Leadership and career

Read This, Then Stop Wasting Time Today

I’m talking fast today because you’re busy. You don’t have time for this.

But you clicked on this post about time management, and admitting you need help is the first step in recovery. So here we go, swiftly.

Nix these four bad habits and add hours to your day:

Stop Compulsively Checking Email

Each time you pause mid-activity to check your email, it takes about 10 minutes to re-focus on whatever you were doing. That doesn’t include the time you spend responding to the email or fretting about the tone the writer used or wondering why you were copied on that message in the first place or (good grief) clicking on the link to the cat video.

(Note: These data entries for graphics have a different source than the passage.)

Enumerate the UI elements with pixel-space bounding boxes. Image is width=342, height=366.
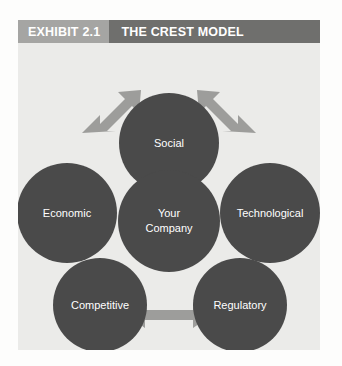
exhibit-figure: EXHIBIT 2.1 THE CREST MODEL bbox=[0, 0, 342, 366]
node-regulatory[interactable]: Regulatory bbox=[193, 258, 287, 350]
exhibit-title: THE CREST MODEL bbox=[109, 20, 320, 43]
node-social-label: Social bbox=[154, 137, 184, 149]
node-your-company-label-line2: Company bbox=[145, 222, 193, 234]
exhibit-number-label: EXHIBIT 2.1 bbox=[18, 20, 109, 43]
exhibit-header: EXHIBIT 2.1 THE CREST MODEL bbox=[18, 20, 320, 43]
node-regulatory-label: Regulatory bbox=[213, 299, 267, 311]
node-technological-label: Technological bbox=[237, 207, 304, 219]
node-your-company-label-line1: Your bbox=[158, 207, 181, 219]
node-competitive-label: Competitive bbox=[71, 299, 129, 311]
node-technological[interactable]: Technological bbox=[220, 163, 320, 263]
node-economic-label: Economic bbox=[43, 207, 92, 219]
node-your-company[interactable]: Your Company bbox=[118, 170, 220, 272]
node-competitive[interactable]: Competitive bbox=[53, 258, 147, 350]
crest-model-diagram: Social Technological Regulatory Competit… bbox=[18, 43, 320, 350]
node-economic[interactable]: Economic bbox=[18, 163, 117, 263]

So if you check your email six times a day, you’ve just wasted an hour. And I bet you check it more often than that.

After you finish this article, don’t check email, okay? Start a project, and limit your inbox interruptions to just three times today. Only three.  Sound impossible?  You’ll be amazed at the sense of control this gives you.  Try it for one week and let me know how it goes.  You’re welcome, by the way.

Stop Flying by the Seat of Your Pants

If you’re driving to meet a new client, you jump in your car and kind of “feel your way around,” hoping to intuit the proper exit and the correct address, right? Yeah, no. You’re going to consult a map before you leave or use GPS on your phone.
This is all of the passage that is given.